After Two Rounds Of Voting, Mississippi's Tea Party Candidate Wants A Whole New Election
AP
Mitch Tyner, the lawyer, said at a press conference Monday the McDaniel campaign would seek a new election between McDaniel and U.S. Sen. Thad Cochran, who prevailed over McDaniel in the June 24 runoff.
"The correct remedy is a new election," Tyner told reporters Monday afternoon outside the Hinds County Courthouse in Raymond, Mississippi.
Tyner said it was "very likely" an official challenge to the runoff election results would be filed in the "coming days." McDaniel has refused to concede in the wake of the runoff election, refusing to put out the flame on what has been called the nastiest election fight in America.

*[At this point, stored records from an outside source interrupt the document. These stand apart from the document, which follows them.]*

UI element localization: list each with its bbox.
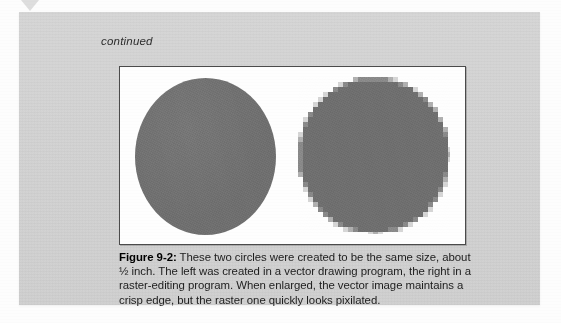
raster-circle bbox=[298, 77, 450, 234]
figure-caption-label: Figure 9-2: bbox=[119, 251, 177, 263]
continued-sidebar-panel: continued Figure 9-2: These two circles … bbox=[19, 12, 540, 305]
continued-label: continued bbox=[101, 35, 153, 47]
vector-circle bbox=[135, 78, 276, 235]
figure-artwork-box bbox=[119, 66, 466, 245]
scanned-page: continued Figure 9-2: These two circles … bbox=[0, 0, 561, 323]
circle-stage bbox=[120, 67, 465, 244]
figure-caption: Figure 9-2: These two circles were creat… bbox=[119, 250, 471, 307]
triangle-down-marker-icon bbox=[21, 0, 39, 11]
raster-circle-pixels bbox=[298, 77, 450, 234]
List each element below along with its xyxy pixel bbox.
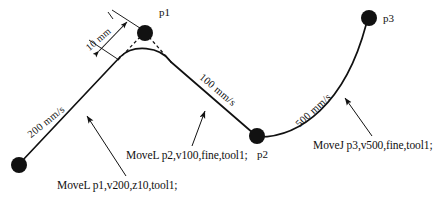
instruction-caption-3: MoveJ p3,v500,fine,tool1; bbox=[313, 140, 433, 152]
robot-path-diagram: p1 p2 p3 200 mm/s 100 mm/s 500 mm/s 10 m… bbox=[0, 0, 436, 204]
waypoint-label-p3: p3 bbox=[383, 13, 394, 24]
waypoint-dot-start bbox=[11, 157, 27, 173]
waypoint-label-p2: p2 bbox=[257, 149, 268, 160]
segment-p1-to-p2 bbox=[171, 62, 253, 133]
waypoint-dot-p1 bbox=[137, 25, 153, 41]
path-canvas bbox=[0, 0, 436, 204]
waypoint-dot-p2 bbox=[249, 128, 265, 144]
instruction-caption-2: MoveL p2,v100,fine,tool1; bbox=[126, 150, 248, 162]
leader-line-caption-2 bbox=[192, 111, 205, 146]
segment-start-to-p1 bbox=[22, 57, 120, 161]
waypoint-dot-p3 bbox=[361, 10, 377, 26]
dimension-tick-top bbox=[108, 12, 113, 19]
segment-p2-to-p3 bbox=[259, 25, 366, 137]
leader-line-caption-3 bbox=[345, 98, 372, 136]
leader-line-caption-1 bbox=[87, 116, 126, 176]
instruction-caption-1: MoveL p1,v200,z10,tool1; bbox=[57, 180, 177, 192]
dimension-extension-line-upper bbox=[112, 10, 143, 30]
leader-line-group bbox=[87, 98, 372, 176]
waypoint-label-p1: p1 bbox=[159, 7, 170, 18]
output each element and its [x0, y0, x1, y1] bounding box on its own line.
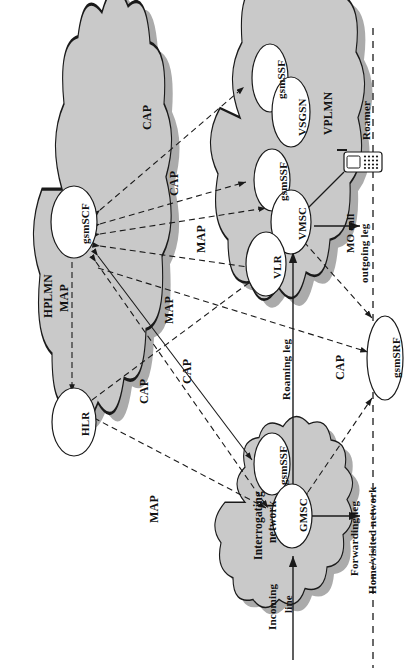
link-map-hlr-gmsc	[94, 418, 266, 508]
leg-label-mo-call-line2: outgoing leg	[358, 223, 370, 283]
link-label-map-centre: MAP	[162, 296, 177, 324]
leg-label-incoming-line2: line	[282, 595, 294, 613]
annotation-roamer: Roamer	[360, 101, 372, 140]
cloud-label-hplmn: HPLMN	[42, 274, 54, 318]
leg-label-mo-call-line1: MO call	[344, 213, 356, 253]
mobile-phone-icon	[337, 150, 382, 172]
link-label-cap-centre: CAP	[137, 379, 152, 404]
leg-label-forwarding: Forwarding leg	[348, 501, 360, 576]
node-label-gsmsrf: gsmSRF	[390, 337, 402, 378]
cloud-label-interrogating-network-line2: network	[266, 501, 278, 543]
node-label-gsmssf-vmsc: gsmSSF	[277, 162, 289, 201]
node-label-gsmssf-gmsc: gsmSSF	[277, 446, 289, 485]
annotation-home-visited-network: Home/visited network	[366, 486, 378, 594]
node-label-gsmscf: gsmSCF	[79, 203, 91, 244]
link-label-map-gsmscf-hlr: MAP	[57, 284, 72, 312]
link-label-cap-vsgsn: CAP	[140, 105, 155, 130]
link-label-cap-gsmsrf: CAP	[333, 355, 348, 380]
leg-label-roaming: Roaming leg	[280, 339, 292, 400]
node-label-vlr: VLR	[271, 255, 283, 279]
link-label-map-hlr-gmsc: MAP	[147, 495, 162, 523]
cloud-label-vplmn: VPLMN	[322, 92, 334, 135]
node-label-gsmssf-vsgsn: gsmSSF	[275, 60, 287, 99]
diagram-canvas: gsmSSF VSGSN gsmSSF VMSC VLR gsmSCF HLR …	[0, 0, 415, 671]
node-label-gmsc: GMSC	[297, 498, 309, 532]
link-label-cap-lower: CAP	[180, 359, 195, 384]
node-label-hlr: HLR	[79, 412, 91, 436]
node-label-vmsc: VMSC	[296, 207, 308, 240]
node-label-vsgsn: VSGSN	[296, 98, 308, 136]
link-label-cap-vmsc-ssf: CAP	[167, 171, 182, 196]
link-label-map-vlr: MAP	[194, 225, 209, 253]
cloud-label-interrogating-network-line1: Interrogating	[252, 491, 264, 560]
leg-label-incoming-line1: Incoming	[266, 584, 278, 630]
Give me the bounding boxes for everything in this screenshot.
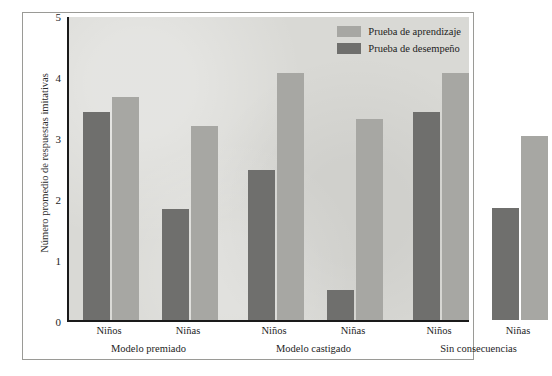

The McDaniel campaign has claimed it has found thousands of voter "irregularities," as well as a number of illegal "crossover" votes from Democrats who shouldn't have been allowed to vote in the June 24 Republican primary runoff. The Cochran campaign has said that McDaniel's team has yet to provide any hard evidence of illegitimate votes - and that its claims of large numbers of "voter irregularities" are largely exaggerated.
Tyner said Monday he didn't "know the exact number" of voting irregularities the McDaniel campaign had found. But he said the campaign didn't necessarily need to come forward with 6,700 such votes - the approximate margin of victory for Cochran in the runoff.
"I would be surprised if we don't" find that amount, he said.
According to Mississippi law, voters do not have to register with a political party. Any person who doesn't case a vote in a primary election can cast a ballot in either party's runoff.
Cochran campaign spokesman Jordan Russell released a preemptive statement ahead of Tyner's press conference, saying the campaign had dispatched representatives to all 82 counties and Mississippi. Russell said the results reported revealed an "extremely low number of crossover votes."
"As the process moves forward, the conversation is shifting from wild, baseless accusations to hard facts. As we have said from the beginning, the run-off results are clear: the majority of Mississippians voted for Senator Thad Cochran," Russell said.
McDaniel's campaign has been weighing a legal challenge since the June 24 runoff. Last week, he announced he was forming an "election challenge fund" to contest what he called a "corrupt" election. And last Thursday, his campaign announced rewards of $1,000 each to individuals providing "evidence leading to the arrest and conviction of anyone involved in voter fraud," a move Russell told Business Insider was a "frivolous, baseless stunt."